Gundog
Royal Court Jerwood Theatre Upstairs, 15th February 2018
Always a tricky business knowing what to pick out when booking in advance for productions at the Royal Court. Obviously if it is a big name playwright, or someone with previous form, probably best to get in there sharpish and buy blind. For newer writers it is a trickier proposition. Even I can’t justify/manage pitching up at everything they stage but waiting until productions open, or worse still, reviews trickle in, is a losing strategy given the generally high quality of the offer from the world’s greatest “writers’ theatre”.
Now I really liked the sound of Simon Longman’s debut major play Gundog. The blurb suggested a meditation on the rigours of rural life, the passing of time and the impact of a stranger. With maybe the prospect of a twist. Which, broadly, is exactly what it was. Without the twist. We were presented with a stage of mud, lots of mud. (I have seen a few of these indoor fields now: Joe Hill-Gibbons’s Midsummer Nights Dream at the Young Vic and Pina Bausch’s Rite of Spring at Sadler Wells – la di dah. In this case I spent maybe a little too long contemplating how long it took, and who got roped into helping, to get the earth up and down the Royal Court stairs/lifts).
Loud bang, A flash of light and we are presented with a dead lamb, (not real so keep calm animal lovers). On stage are garrulous Anna, holding a shotgun, taciturn Becky, and Guy, who is plainly “not from round there”. Turns out Anna and Becky are sisters who run the failing family sheep farm and migrant Guy Tree, (“no-one can pronounce my real name”), has wandered into their world. He stays to help out. For a few years. Mum died way back. Dad, unseen, is mired in deep depression, mourning for his wife. Grandad is losing his marbles, though with flashes of lucid pathos. The less than prodigal son Ben returns after having conspicuously failed to secure his fortune. He’s even had his shoes nicked.
Time passes. In the first and third acts, forwards. In the second act, backwards. Each act ends with the death of an animal, the final and fourth act with a torrential storm. Disease ravages the flock, perhaps caused by Ben’s ineptitude, and the already precarious economics of the farm unravels. The sisters take to rustling. This is a miserable existence make no mistake. Dad takes his own life. Ben has tried and failed to escape, Becky has no choice, consumed, as she is, by the business of running the farm, Anna sees no point in any other life, she has given up on school, and Guy has nowhere else to go. Certainly not the idyllic arcadia we urban softies might dream about.

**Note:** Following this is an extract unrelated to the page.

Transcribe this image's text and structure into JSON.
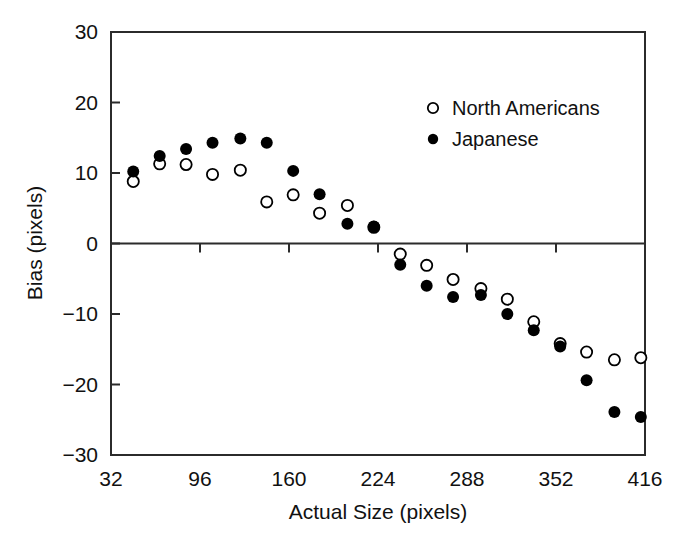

Lighting courtesy of Lee Curran, sound from Peter Rice, Chloe Lamford’s aforementioned set and Vicky Featherstone’s direction all work to emphasise this static, invariable world. Mr Longman’s dialogue, which is laced with dark humour, and the structure of the play feels very accurate. Perhaps too accurate for without any shift in tone or plot there are times when this became a little wearing. The idea is laudable, the execution powerful. Just a little too, er, still.
Ria Zmitrowicz as Anna once again caught the eye as she did in Alistair McDowall’s wonderful play X at the RC a couple of years ago. I look forward to seeing Rochenda Sandall again based on this understated portrayal of Becky. Alec Secareanu is a talented Romanian actor who, unsurprisingly, convinced as Guy. Alan Williams was as dependable as ever as grandad Mick and I know just how good Alex Austin, who played Ben, can be from his performance in Thebes Land at the Arcola, though in this he pushes a little at the histrionic.
Definitely worth seeing but maybe Simon Longman’s play is just a little bit too enclosed, as it were. The malleability of time and the power of nature are absorbing themes to explore, (look no further than the stage adaption of the mythic Picnic at Hanging Rock brought to the Barbican by Aussies Malthouse and Black Swan State Theatre). The precariousness and grind of rural existence is also a more than legitimate subject for artistic exploration. Mind you this was more satisfactorily captured by Hope Dickson Leach’s recent debut film The Levelling, which also had its own, mysterious plot (The Levelling film review *****). Still Simon Longman is clearly a writer with real credibility so I await his next move with considerable interest.